Lecture Hours: 0 Lab Hours: 0
This course presents an overview of World Civilization from late antiquity through the Middle Ages by focusing on a period in history that was both unique and transformative in the development of the Iberian Peninsula and Northwest Africa. This course will adhere to a format that blends of chronological and thematic history, based on the Spanish concept of convivencia, or coexistence, for Christians, Muslims, and Jews, while often at odds, traded, married, and
existed side by side in fields and towns for centuries. We will be examining the topics of migration/invasion, cross-cultural exchange, and finally, reconquest. In the first part of the semester, students will learn about the Hispano-Romans who inhabited ancient Iberia, leaving their mark on the language and culture of the peninsula.
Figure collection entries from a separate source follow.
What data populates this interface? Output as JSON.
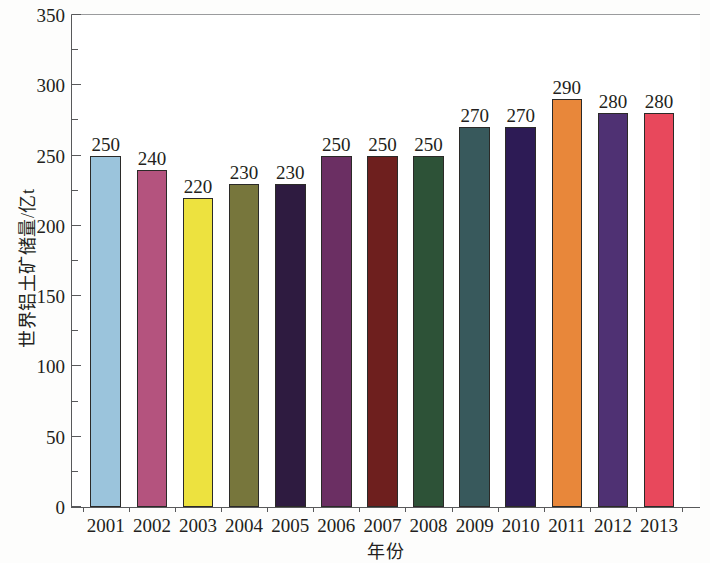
{
  "chart_data": {
    "type": "bar",
    "title": "",
    "xlabel": "年份",
    "ylabel": "世界铝土矿储量/亿t",
    "categories": [
      "2001",
      "2002",
      "2003",
      "2004",
      "2005",
      "2006",
      "2007",
      "2008",
      "2009",
      "2010",
      "2011",
      "2012",
      "2013"
    ],
    "values": [
      250,
      240,
      220,
      230,
      230,
      250,
      250,
      250,
      270,
      270,
      290,
      280,
      280
    ],
    "value_labels": [
      "250",
      "240",
      "220",
      "230",
      "230",
      "250",
      "250",
      "250",
      "270",
      "270",
      "290",
      "280",
      "280"
    ],
    "bar_colors": [
      "#9BC4DC",
      "#B4537E",
      "#EDE23F",
      "#77763C",
      "#2E1B40",
      "#6B2F63",
      "#6E1F1E",
      "#2D5237",
      "#38595C",
      "#2D1B55",
      "#E8873A",
      "#4F3173",
      "#E8485C"
    ],
    "ylim": [
      0,
      350
    ],
    "ytick_values": [
      0,
      50,
      100,
      150,
      200,
      250,
      300,
      350
    ],
    "ytick_labels": [
      "0",
      "50",
      "100",
      "150",
      "200",
      "250",
      "300",
      "350"
    ],
    "yminor_values": [
      25,
      75,
      125,
      175,
      225,
      275,
      325
    ],
    "grid": false,
    "legend": "none",
    "axis_color": "#58595b",
    "bar_edge_color": "#2b2a28",
    "background_color": "#ffffff"
  }
}
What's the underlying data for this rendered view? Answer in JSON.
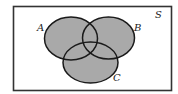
{
  "diagram": {
    "type": "venn",
    "universe": {
      "label": "S",
      "rect": {
        "x": 13.5,
        "y": 6.5,
        "width": 158,
        "height": 84
      },
      "label_pos": {
        "x": 155,
        "y": 18
      }
    },
    "sets": [
      {
        "label": "A",
        "cx": 71,
        "cy": 38.5,
        "rx": 26.5,
        "ry": 21.5,
        "label_pos": {
          "x": 37,
          "y": 31
        }
      },
      {
        "label": "B",
        "cx": 108.5,
        "cy": 38,
        "rx": 26,
        "ry": 21,
        "label_pos": {
          "x": 134,
          "y": 31
        }
      },
      {
        "label": "C",
        "cx": 90.5,
        "cy": 62.5,
        "rx": 27.5,
        "ry": 20.5,
        "label_pos": {
          "x": 113,
          "y": 81
        }
      }
    ],
    "shaded_region": "A ∪ B ∪ C",
    "colors": {
      "fill": "#a9a9a9",
      "stroke": "#1a1a1a",
      "border": "#333333",
      "background": "#ffffff"
    }
  }
}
The migration of the Vandals eventually disrupted Roman control of the region, as they continued their push into North Africa. The
Visigoth invasion of Iberia can be perceived as a reconquest, for they considered themselves inheritors of the Roman Empire. During this period, the Visigoths preserved much of what could be considered classical culture. The Visigoths eventually succumbed to the Muslim invasion of Spain in 711, ushering in a new period of cross- cultural pollination (cultural blending). The Reconquista, as a concept, has been a topic of great historiographical debate; however, it will be
taught as a long-term and continuous process that eventually culminated in the conquest of the Kingdom of Granada in 1492, the very same year that Columbus set sail on his voyage of discovery.